Arc of Prosperity

Scottish Independence within the EU – with a Scandinavian Slant

Indyref2

18th September 2014 – when will we see your like again?

Getting interviewed on Danish TV by Poul Erik Skammelsen in front of my local polling station, St Cadoc’s Primary School in Newton Mearns.
I seem to be developing a habit of not being in Scotland on the indyref anniversary – I’ve been in Denmark for the last two years, the year before that I was in Ireland, and in 2017 I was in the Netherlands.

It’s not fully deliberate, but on the other hand it’s emotionally draining to be in Scotland on 18th September – it could have been the best day ever, but instead it’s now associated with a majority of Scots being so feart that they handed back their sovereignty to Westminster after the first day in over 300 years when they were in charge of their own future.
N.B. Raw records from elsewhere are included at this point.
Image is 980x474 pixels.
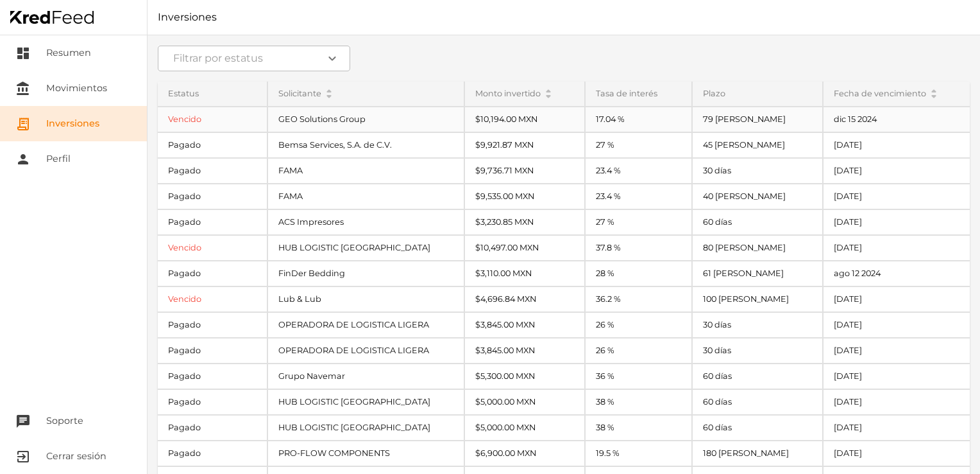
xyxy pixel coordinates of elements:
[823,107,970,132] div: dic 15 2024
[823,133,970,158] div: [DATE]
[693,82,822,106] div: Plazo
[585,159,691,183] div: 23.4 %
[693,159,822,183] div: 30 días
[268,185,464,209] div: FAMA
[465,415,584,440] div: $5,000.00 MXN
[465,133,584,158] div: $9,921.87 MXN
[823,236,970,260] div: [DATE]
[15,81,31,97] i: account_balance
[268,287,464,311] div: Lub & Lub
[465,338,584,363] div: $3,845.00 MXN
[585,82,691,106] div: Tasa de interés
[693,338,822,363] div: 30 días
[158,210,267,235] div: Pagado
[158,338,267,363] div: Pagado
[693,210,822,235] div: 60 días
[585,210,691,235] div: 27 %
[823,185,970,209] div: [DATE]
[465,210,584,235] div: $3,230.85 MXN
[585,415,691,440] div: 38 %
[15,449,31,464] i: exit_to_app
[268,82,464,106] div: Solicitante
[823,82,970,106] div: Fecha de vencimiento
[268,312,464,337] div: OPERADORA DE LOGISTICA LIGERA
[268,390,464,414] div: HUB LOGISTIC [GEOGRAPHIC_DATA]
[15,152,31,167] i: person
[465,159,584,183] div: $9,736.71 MXN
[268,236,464,260] div: HUB LOGISTIC [GEOGRAPHIC_DATA]
[158,82,267,106] div: Estatus
[693,415,822,440] div: 60 días
[158,287,267,311] div: Vencido
[823,287,970,311] div: [DATE]
[693,236,822,260] div: 80 [PERSON_NAME]
[465,82,584,106] div: Monto invertido
[585,185,691,209] div: 23.4 %
[158,364,267,388] div: Pagado
[585,364,691,388] div: 36 %
[15,413,31,429] i: chat
[158,441,267,465] div: Pagado
[465,441,584,465] div: $6,900.00 MXN
[268,210,464,235] div: ACS Impresores
[158,390,267,414] div: Pagado
[585,261,691,285] div: 28 %
[585,441,691,465] div: 19.5 %
[693,390,822,414] div: 60 días
[823,210,970,235] div: [DATE]
[693,441,822,465] div: 180 [PERSON_NAME]
[158,133,267,158] div: Pagado
[268,159,464,183] div: FAMA
[585,236,691,260] div: 37.8 %
[465,364,584,388] div: $5,300.00 MXN
[693,287,822,311] div: 100 [PERSON_NAME]
[693,107,822,132] div: 79 [PERSON_NAME]
[268,133,464,158] div: Bemsa Services, S.A. de C.V.
[823,261,970,285] div: ago 12 2024
[546,94,551,99] i: arrow_drop_down
[823,415,970,440] div: [DATE]
[268,415,464,440] div: HUB LOGISTIC [GEOGRAPHIC_DATA]
[585,338,691,363] div: 26 %
[268,261,464,285] div: FinDer Bedding
[268,364,464,388] div: Grupo Navemar
[158,261,267,285] div: Pagado
[268,107,464,132] div: GEO Solutions Group
[931,94,936,99] i: arrow_drop_down
[693,185,822,209] div: 40 [PERSON_NAME]
[465,236,584,260] div: $10,497.00 MXN
[585,133,691,158] div: 27 %
[465,185,584,209] div: $9,535.00 MXN
[158,236,267,260] div: Vencido
[693,133,822,158] div: 45 [PERSON_NAME]
[465,261,584,285] div: $3,110.00 MXN
[585,107,691,132] div: 17.04 %
[158,312,267,337] div: Pagado
[585,312,691,337] div: 26 %
[693,261,822,285] div: 61 [PERSON_NAME]
[148,10,980,25] h1: Inversiones
[693,364,822,388] div: 60 días
[823,338,970,363] div: [DATE]
[268,441,464,465] div: PRO-FLOW COMPONENTS
[158,159,267,183] div: Pagado
[823,159,970,183] div: [DATE]
[465,312,584,337] div: $3,845.00 MXN
[158,415,267,440] div: Pagado
[325,51,340,66] i: expand_more
[10,11,94,24] img: Home
[465,287,584,311] div: $4,696.84 MXN
[823,364,970,388] div: [DATE]
[465,390,584,414] div: $5,000.00 MXN
[158,107,267,132] div: Vencido
[585,287,691,311] div: 36.2 %
[15,116,31,132] i: receipt_long
[823,390,970,414] div: [DATE]
[158,185,267,209] div: Pagado
[693,312,822,337] div: 30 días
[268,338,464,363] div: OPERADORA DE LOGISTICA LIGERA
[823,441,970,465] div: [DATE]
[823,312,970,337] div: [DATE]
[465,107,584,132] div: $10,194.00 MXN
[327,94,332,99] i: arrow_drop_down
I’ve seen quite a few comments on social media today saying something along the lines of “2014 was a dry run – next time it’s for real, and the wait is nearly over”. If Scotland had something like the Good Friday Agreement, specifying the conditions for holding a reunification referendum, and explicit stating that these can be as little as seven years apart, I would wholeheartedly agree. (Apart from the risk that the Tories get so fond of breaking international treaties that they rip up the GFA, too, of course.) It’s completely clear that too many Scots had never seriously contemplated independence till the last couple of months before the referendum, and that was too little time to make enough people change their minds.

As readers of this blog will be aware, I’m extremely anxious that there’ll never be another 2014 – that they’ll never offer us an agreed, undisputed and fair referendum again, so that we’ll have to either go for a solution that doesn’t come with Westminster’s blessing, or accept they’re attaching some dodgy strings to their Section 30 Order, such as changing the electorate or requiring a two-thirds majority.

I hope I’m wrong. Nobody will be happier than me if it turns out that Nicola Sturgeon was right all along, and the Tories either give in or get swept away by a referendum-supporting Labour party in 2026.

Time is of the essence, though – a law-breaking, deregulating Tory party that is keen on rolling back devolution can do an enormous amount of harm, even if they only stay in power till 2026. (And if I’m right that the UK Internal Market Bill can be used as an Enabling Act, I fear there won’t be a fair election that year.) So we shouldn’t just stare them out – we have to put an enormous amount of pressure on them to make them give in.

Perhaps complacency is our greatest enemy – believing that the UK is fundamentally a fair place that will not rule Scotland against the wishes of a clear majority of Scots for very long. What if fair play has been abolished?